The storm’s winds, which peaked at 150 miles per hour, damaged every hangar at Tyndall, The New York Times reported. Photos that appeared online showed hangars missing roof panels — and the distinctive shapes of F-22s inside the wrecked structures.

Crews quickly began assessing the damage. “What I can say is that today is a better day than yesterday, and things are going to keep getting better,” Col. Brian Laidlaw, commander of the base’s 325th Fighter Wing, stated on Oct. 13. “Each day we recover more of Tyndall Air Force Base.”

The storm damaged as many as 17 F-22s, Foreign Policy reporter Lara Seligman tweeted on Oct. 14. U.S. taxpayers paid around $380 million apiece, including development costs, for a total of 195 F-22s. Several of the twin-engine jets have crashed. The Air Force has retired a few examples that mostly flew test flights.

At top — fighters at Tyndall in 2015. U.S. Air Force photo. Above — F-22s at Tyndall ride out Tropical Storm Alberto in May 2018. Photo via Twitter

For years the Air Force insisted it required 381 F-22s, a figure that the service said would allow it to fully equip frontline squadrons while also letting it keep some planes in “attrition reserve” to replace destroyed jets.

But to save money Robert Gates, then the secretary of defense, ended F-22 production in 2011 after Lockheed Martin had built just half as many jets as the Air Force said it needed.

Now there are no extra Raptors, Dave Deptula, a retired Air Force general, told The Daily Beast. “No F-22s bought for attrition reserve means every one lost negates our combat capability.”

The Air Force has indicated that some or all of the Raptors that stayed behind at Tyndall are repairable. “Our maintenance professionals will do a detailed assessment of the F-22 Raptors and other aircraft before we can say with certainty that damaged aircraft can be repaired and sent back into the skies,” Secretary of the Air Force Heather Wilson, Air Force Chief of Staff Gen. David Goldfein and Chief Master Sergeant of the Air Force Kaleth Wright said in a joint statement on Oct. 15. “However, damage was less than we feared and preliminary indications are promising.”

But the Air Force has long explained that even 183 Raptors is too few, at a time when China is also developing its own stealth fighters. “We don’t have enough F-22s,” Gen. Herbert Carlisle, then the head of the Air Force’s Air Combat Command, said in 2015.

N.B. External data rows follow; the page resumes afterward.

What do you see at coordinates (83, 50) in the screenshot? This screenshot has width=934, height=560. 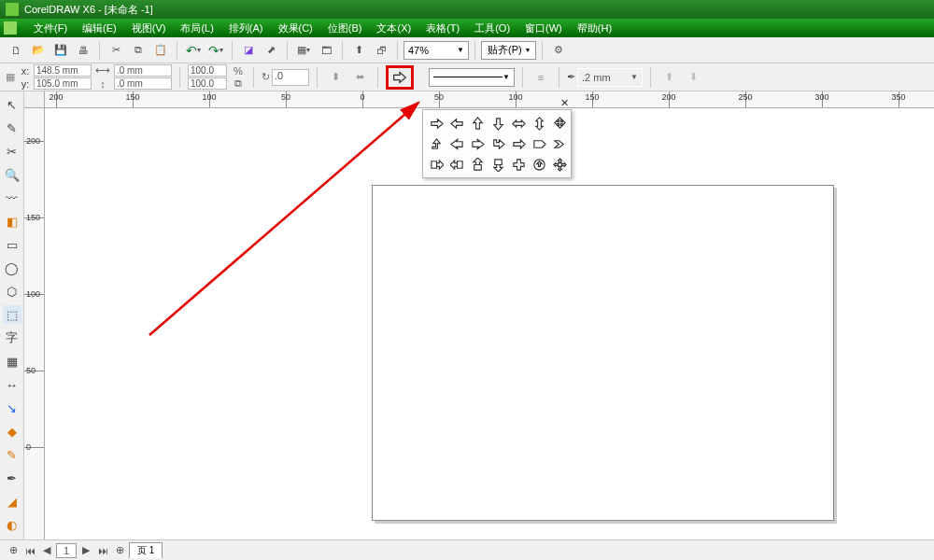 I see `print-button: 🖶` at bounding box center [83, 50]. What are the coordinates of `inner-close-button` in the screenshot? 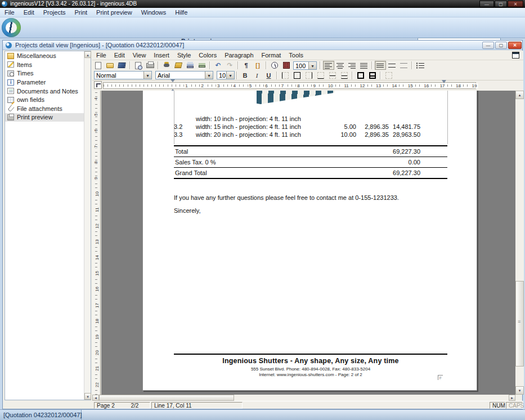 It's located at (515, 45).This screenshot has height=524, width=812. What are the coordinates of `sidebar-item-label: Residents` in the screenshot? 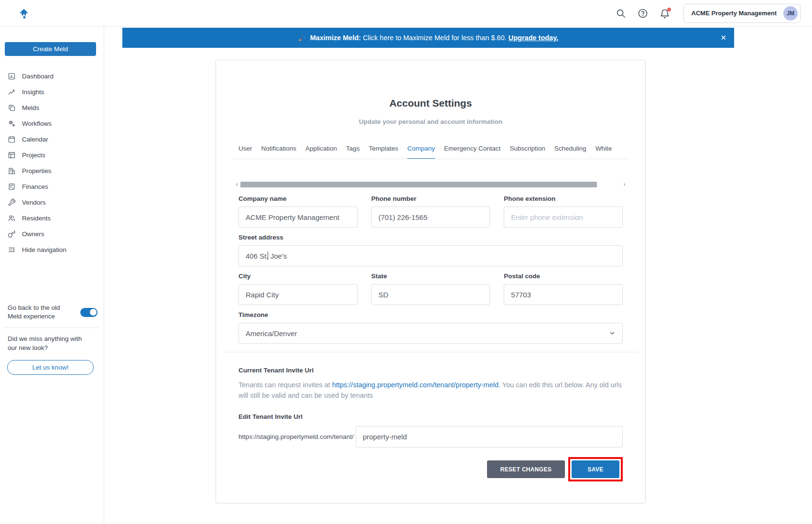 It's located at (36, 218).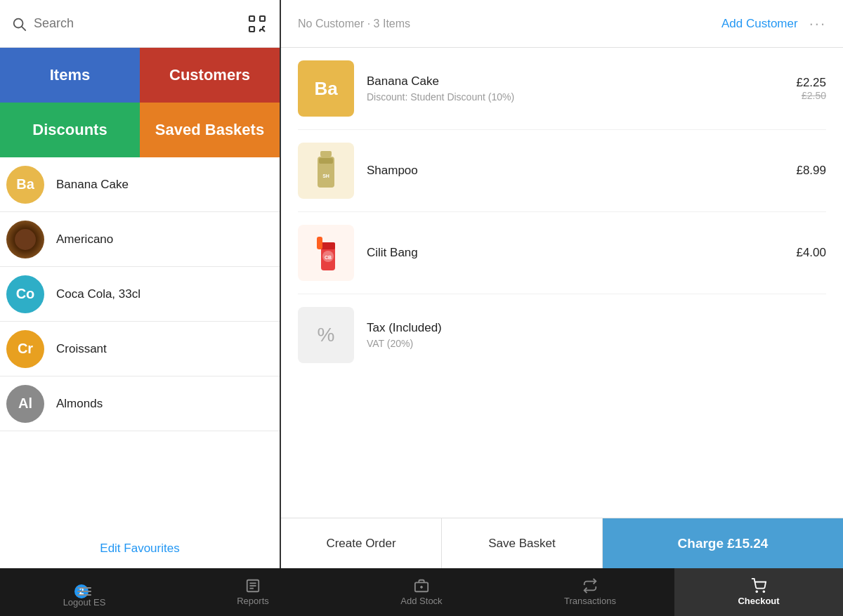 The image size is (843, 616). What do you see at coordinates (77, 404) in the screenshot?
I see `item-name: Almonds` at bounding box center [77, 404].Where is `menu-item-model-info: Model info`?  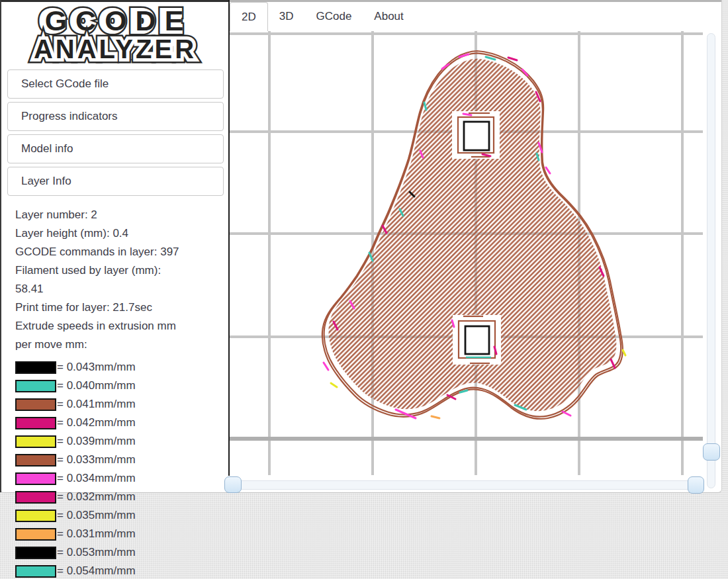 menu-item-model-info: Model info is located at coordinates (115, 149).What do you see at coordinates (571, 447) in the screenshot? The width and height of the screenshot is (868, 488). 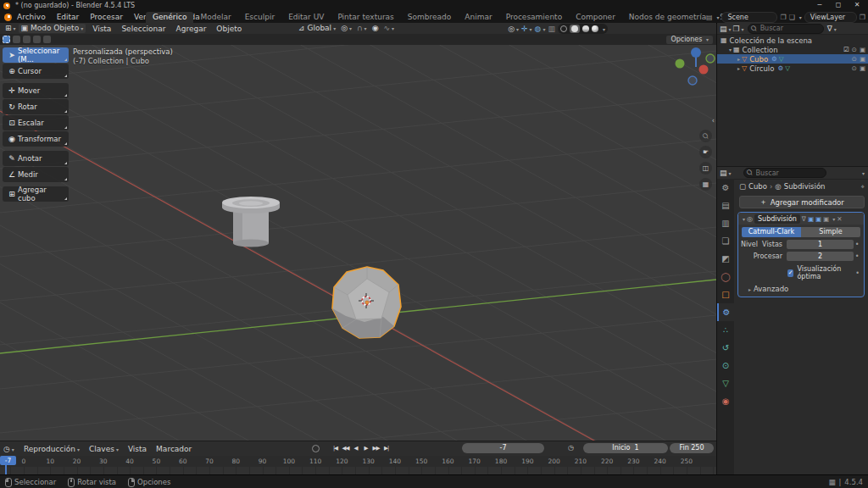 I see `preview-range-clock-icon: ◷` at bounding box center [571, 447].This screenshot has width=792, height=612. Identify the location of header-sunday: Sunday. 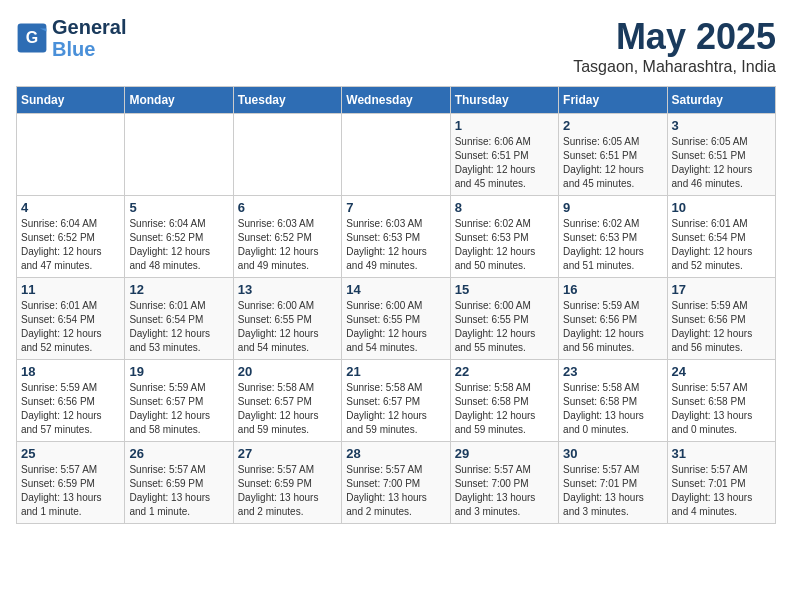
(71, 100).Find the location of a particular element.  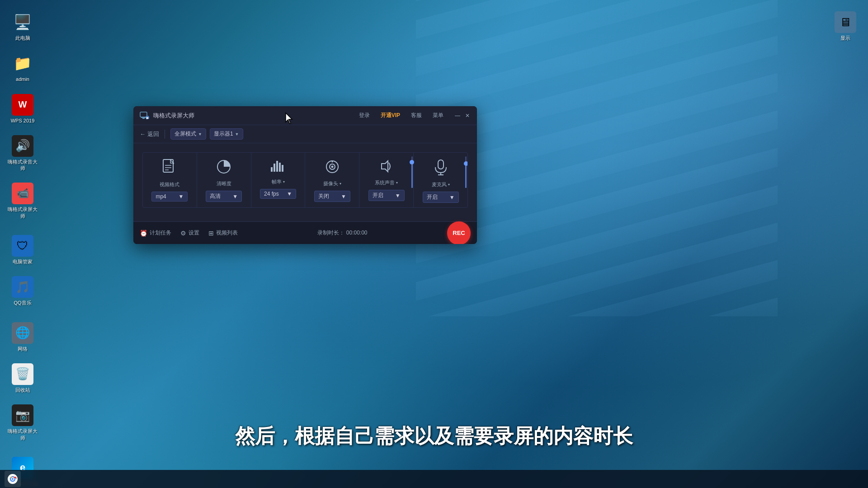

mode-label: 全屏模式 is located at coordinates (185, 134).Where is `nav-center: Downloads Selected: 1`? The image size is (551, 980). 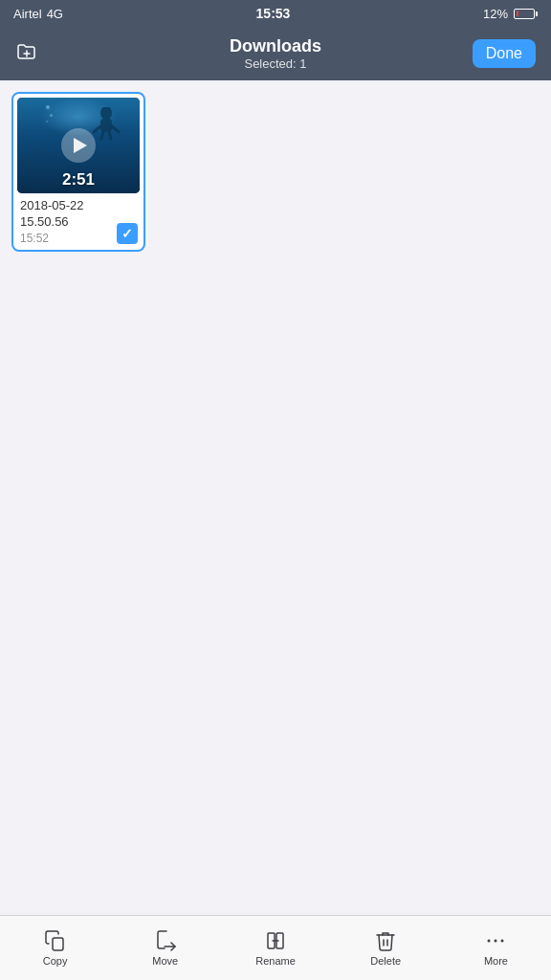
nav-center: Downloads Selected: 1 is located at coordinates (276, 54). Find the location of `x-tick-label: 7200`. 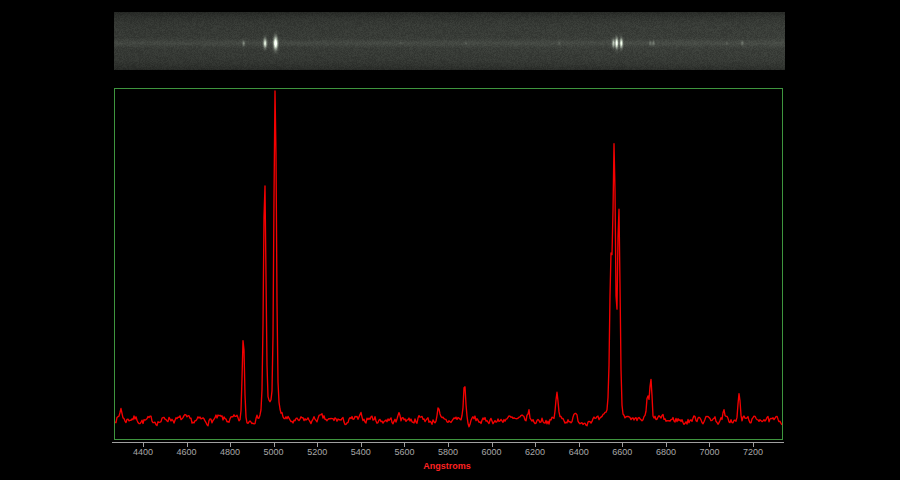

x-tick-label: 7200 is located at coordinates (753, 452).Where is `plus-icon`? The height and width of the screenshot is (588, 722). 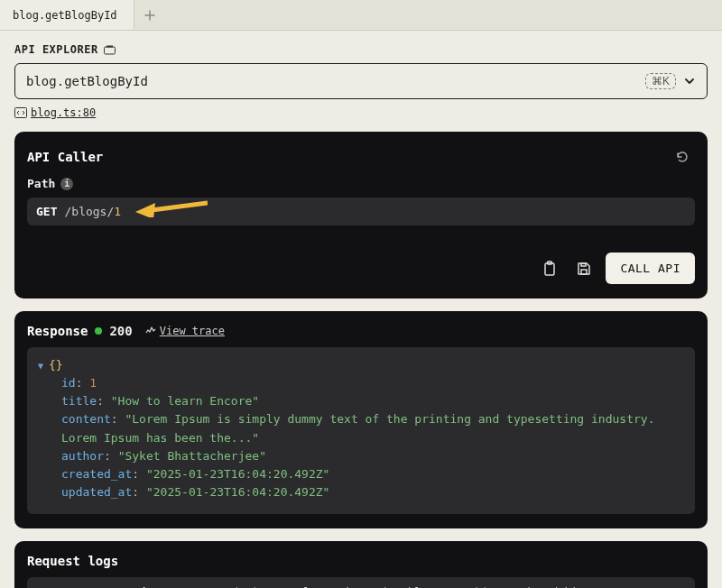 plus-icon is located at coordinates (150, 15).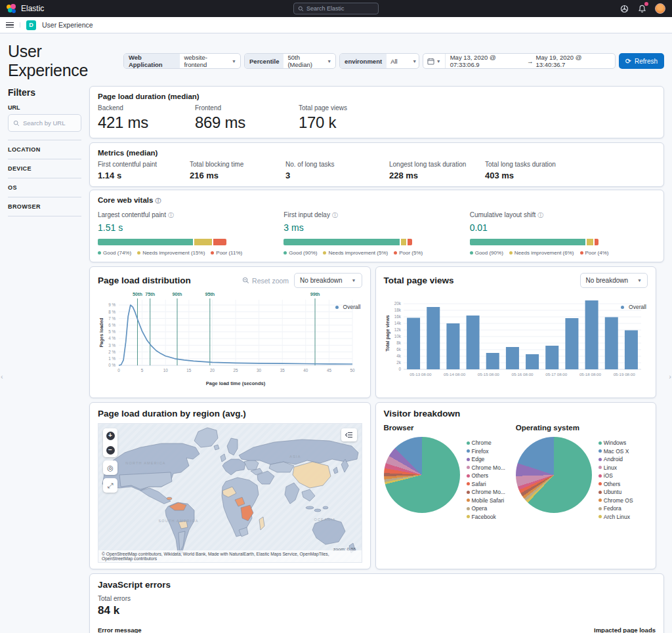  What do you see at coordinates (110, 436) in the screenshot?
I see `map-zoom-in-button: +` at bounding box center [110, 436].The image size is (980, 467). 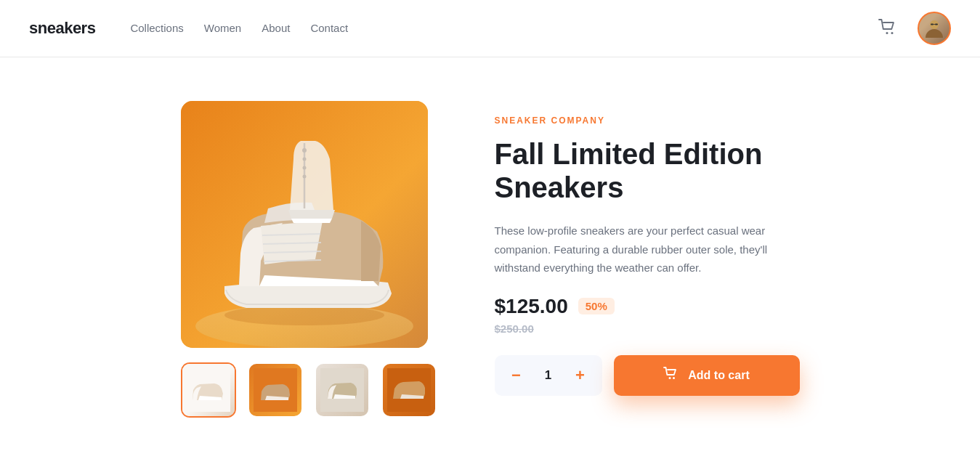 What do you see at coordinates (580, 375) in the screenshot?
I see `increment-button: +` at bounding box center [580, 375].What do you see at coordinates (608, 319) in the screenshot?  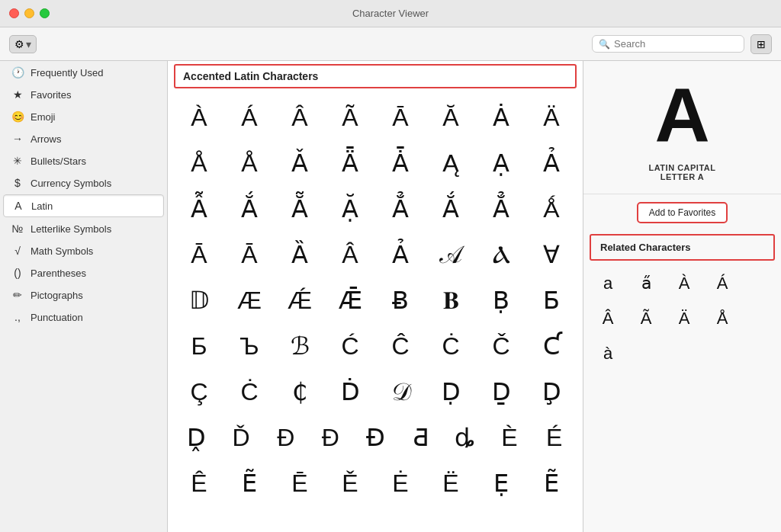 I see `related-char-cell: Â` at bounding box center [608, 319].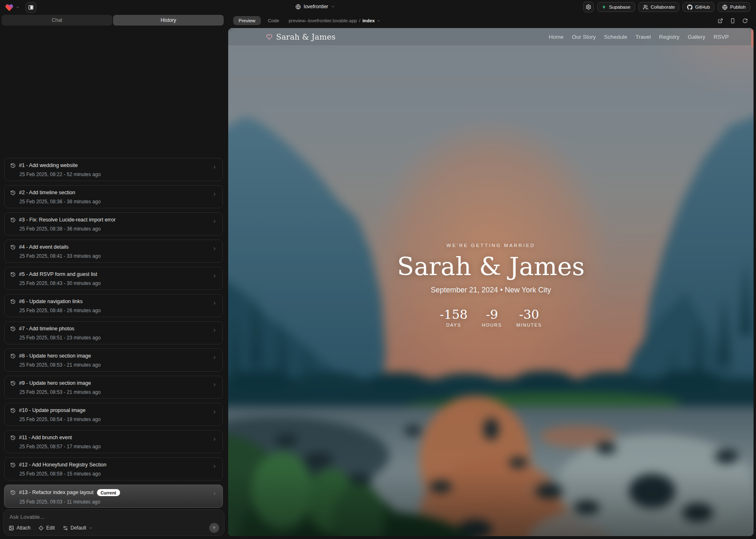 This screenshot has width=756, height=539. Describe the element at coordinates (315, 7) in the screenshot. I see `project-switcher: lovefrontier` at that location.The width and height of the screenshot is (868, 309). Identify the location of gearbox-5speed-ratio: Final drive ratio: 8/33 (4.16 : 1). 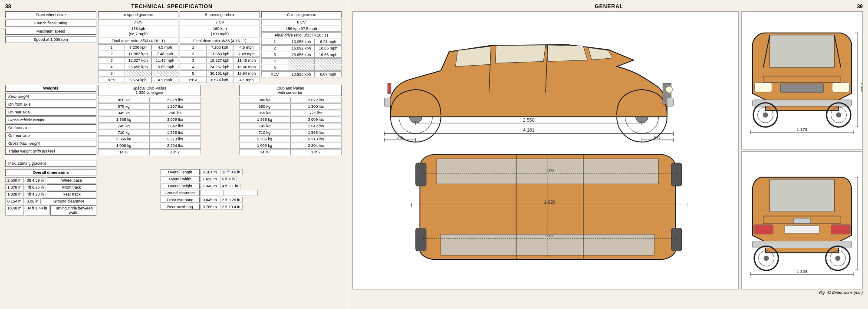
(220, 41).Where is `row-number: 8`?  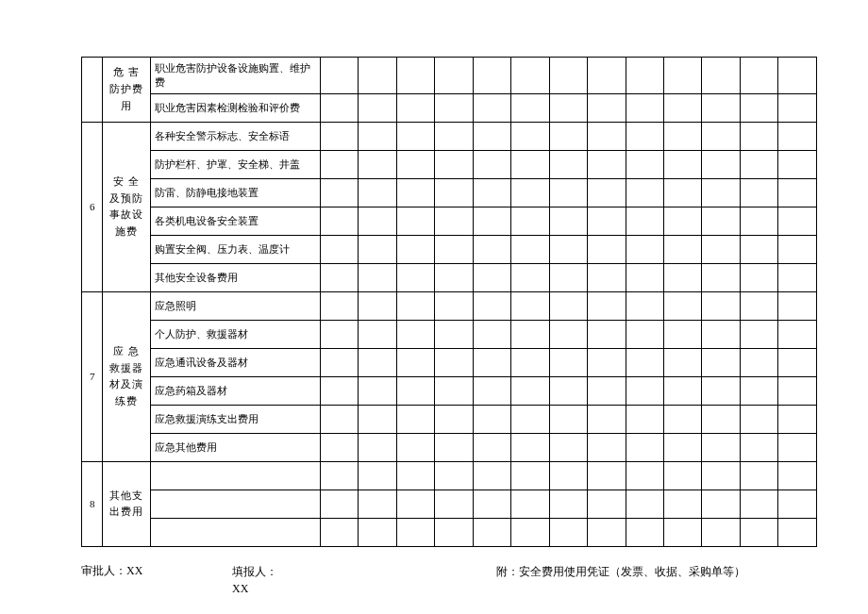 row-number: 8 is located at coordinates (92, 504).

Three years later, China is steadily expanding its own force of J-20 stealth fighters and the U.S. Air Force could be down to as few as 166 F-22s, at least temporarily.

And even a short-term reduction in the number of flyable F-22s could have long-term implications. The Air Force is struggling to both grow its total number of squadrons from 312 to 386 in order to keep pace with China and to erase a 2,000-pilot shortfall by training more aircrew, an effort that requires more training flights.

At the same time, Defense Secretary James Mattis has ordered the armed forces to boost fighter readiness to 80 percent by September 2019. The F-22 force, accustomed to keeping just half of its planes mission-ready, could struggle to improve its overall flightworthiness while also repairing wind- and water-damaged planes.

This year the Air Force devoted 25,000 man-hours to restoring to flight status a single F-22 test jet that the service had put into storage in 2012. Fixing each of Tyndall’s planes could require similar effort. Air Force Secretary Wilson recently ruled out paying Lockheed Martin billions of dollars to restart Raptor production.

Japan has suffered through a similar crisis. The tsunami that struck Japan in 2011 flooded an air force training base, inundating 18 of the Japanese air arm’s 98 high-tech F-2 fighters. The country spent $800 million repairing 13 of the planes, finally fixing the last jet in February after a seven-year effort.

While working on the water-damaged jets, the Japanese air force had to relocate its training efforts to Arizona. Tokyo also accelerated a multi-billion-dollar program to design and build a new fighter, in part to compensate for the sudden loss of F-2s.

The F-22 is a more sophisticated and delicate aircraft than the F-2 is. Repairing even a few storm-damaged F-22s could cost billions of dollars, require years of work and hold back the Air Force’s efforts to grow and improve its readiness.